Question

We are trying to copy a file from a server, down to a local machine in a .NET 2.0 application (C#), but keep having the source file unnecessarily locked. We suspect it is something configured on the file server that is causing this behaviour, but are not sure what ... can you help?

After the file copy operation, the file server (Windows 2K3 R2) reports that the source file is being held with a read lock, even though no further operation is done with the file on the server. The lock is released once the application quits.

We are able to reproduce the behaviour, even with the most basic code seen below :

static void Main(string[] args)
{
    string sourceFile = @"\\win2K3server\resource\Production\IQE\sourceFolder\iqeconsole.exe";
    string destinationFile = @"d:\destinationFolder\iqeconsole.exe";
    System.IO.File.Copy(sourceFile,destinationFile,true);

    Console.ReadLine();
}

The lock occurrs immediately during the File.Copy() line executing, and persists after this line has finished. In a more complex application, when the routine with the File.Copy() exits(but the application is still running), the lock persists.

Only when the entire application is finished is the lock released.

Changing sourceFile to use a mapped drive instead of a UNC path makes no difference to the behaviour.

This behaviour does not happen when the source file is located on another server, or is located locally.

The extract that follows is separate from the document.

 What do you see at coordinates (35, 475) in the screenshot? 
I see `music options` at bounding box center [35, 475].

If we add the following line after the File.Copy, the lock is released immediately :

new System.Security.Permissions.FileIOPermission(System.Security.Permissions.FileIOPermissionAccess.Read, new string[] { sourceFile }).Demand();

This all sounds to us as though there is something on the server that is causing this behaviour. We have ShadowProtect installed on the server along with McAfee anti-virus. Apart from that, it appears as though there is nothing else installed over-and-above Windows Server and its components.

We are also not sure why Demanding a read permission on the file solves the problem.

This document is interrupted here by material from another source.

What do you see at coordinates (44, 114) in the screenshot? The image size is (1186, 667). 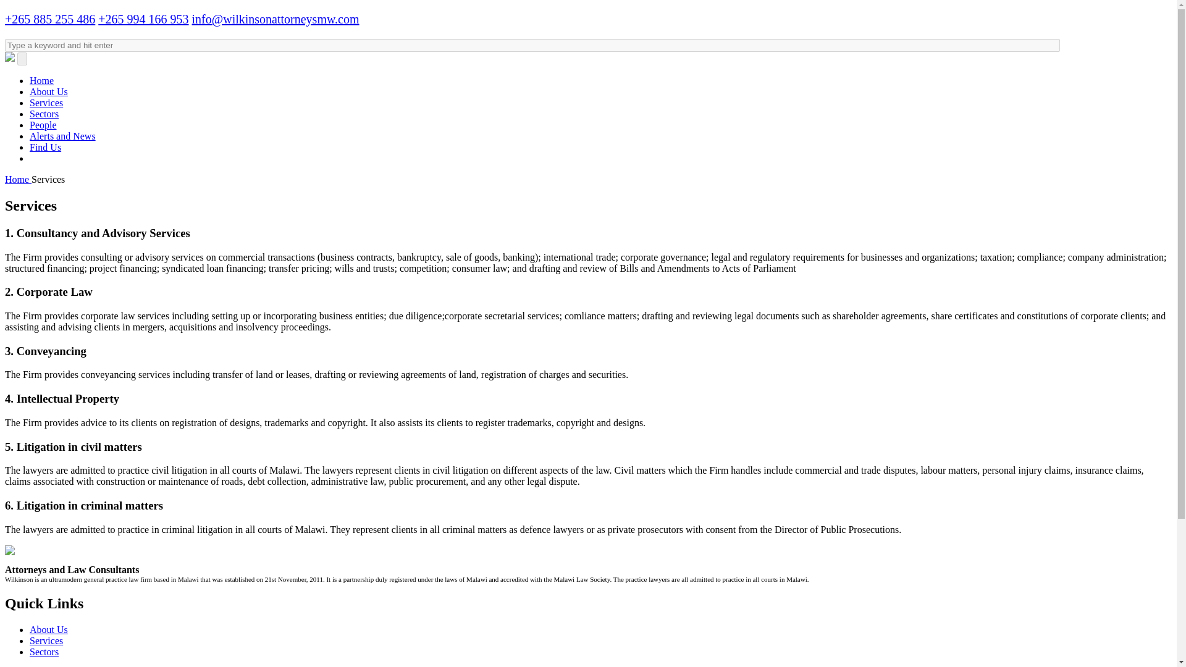 I see `Sectors` at bounding box center [44, 114].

If you could answer these questions, we would appreciate it greatly:

  1. What is causing the file locks to persist?
  2. Why does Demanding a read permission solve the problem?
Was it helpful?

Solution

It is probably the McAfee on-access scanner that holds the lock. If you only use read access, it is bypassed. I believe that you can use the Sysinternals Process Viewer tool (free from Microsoft) to confirm that.

Not sure what subscription you have for McAfee, but you can define exception rules so that it does not scan this file.

OTHER TIPS

I am not able to replicate this on our file servers.

However, I do know Opportunistic locking is disabled since we're using PeerLock by PeerSoftware.